Tokenomics

Cliff

A waiting period at the start of a token vesting schedule during which no tokens unlock at all. After the cliff ends, tokens begin releasing according to the vesting schedule.

Also known as: vesting cliff

Cliffs exist because most token allocations to insiders, investors, and team members need to survive at least one market cycle before they start flowing into the market. A cliff enforces patience. During the cliff period (typically 6-24 months) the recipient holds the token allocation on paper but can’t sell any of it. At the end of the cliff, either all the cliffed tokens release at once (less common) or a portion releases and the rest continues vesting linearly (more common).

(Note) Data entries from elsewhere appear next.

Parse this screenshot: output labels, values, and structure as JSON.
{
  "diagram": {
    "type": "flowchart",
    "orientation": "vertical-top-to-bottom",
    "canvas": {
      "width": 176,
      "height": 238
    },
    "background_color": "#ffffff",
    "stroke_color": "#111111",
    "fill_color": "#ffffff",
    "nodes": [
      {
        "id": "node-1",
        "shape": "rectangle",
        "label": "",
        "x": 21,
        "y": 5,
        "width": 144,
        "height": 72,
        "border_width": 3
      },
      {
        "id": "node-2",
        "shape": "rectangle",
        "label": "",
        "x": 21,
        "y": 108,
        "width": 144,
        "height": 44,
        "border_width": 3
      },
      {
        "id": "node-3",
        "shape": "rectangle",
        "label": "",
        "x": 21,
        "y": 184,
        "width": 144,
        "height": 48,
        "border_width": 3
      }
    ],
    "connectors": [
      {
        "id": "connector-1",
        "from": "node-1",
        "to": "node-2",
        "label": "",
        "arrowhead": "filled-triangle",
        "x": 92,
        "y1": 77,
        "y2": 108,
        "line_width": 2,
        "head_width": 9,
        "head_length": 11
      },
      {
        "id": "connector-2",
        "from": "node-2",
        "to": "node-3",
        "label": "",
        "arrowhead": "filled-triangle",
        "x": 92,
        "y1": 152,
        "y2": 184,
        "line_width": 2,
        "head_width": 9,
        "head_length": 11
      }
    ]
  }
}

The length of the cliff is a signal about project intent. A 6-month cliff is short and usually means the project wants to give insiders the option to exit early. A 12-month cliff is standard for most early-stage rounds. A 24-month cliff is long and suggests the team and investors are aligned on the long-term. Zero cliff is a red flag: it means tokens start flowing into the market immediately after launch with no grace period, which almost guarantees early dumps.

Cliffs combined with linear vesting create a specific pressure point. At the end of a 12-month cliff, whatever percentage of the total allocation was “cliffed” suddenly becomes available to the insider, and the rest continues releasing monthly or weekly. If the cliff covers 25% of the total allocation, then on cliff day 25% of the team’s tokens unlock in one block, which is often the largest single-day supply release of the entire vesting schedule. Tracking when major cliffs end is part of reading any project’s supply overhang.

The honest question for any project you’re considering is “what vesting schedule do the founders and early investors have, when do the next cliffs end, and how much unlocks on those days relative to the current circulating supply?” A project with a pending cliff that releases 10% of supply next month has a very different risk profile from a project whose cliffs are all behind it. OYM’s Supply Dynamics dimension tries to capture this, but the precise unlock schedules usually need to be checked against the original tokenomics page or on-chain vesting contracts.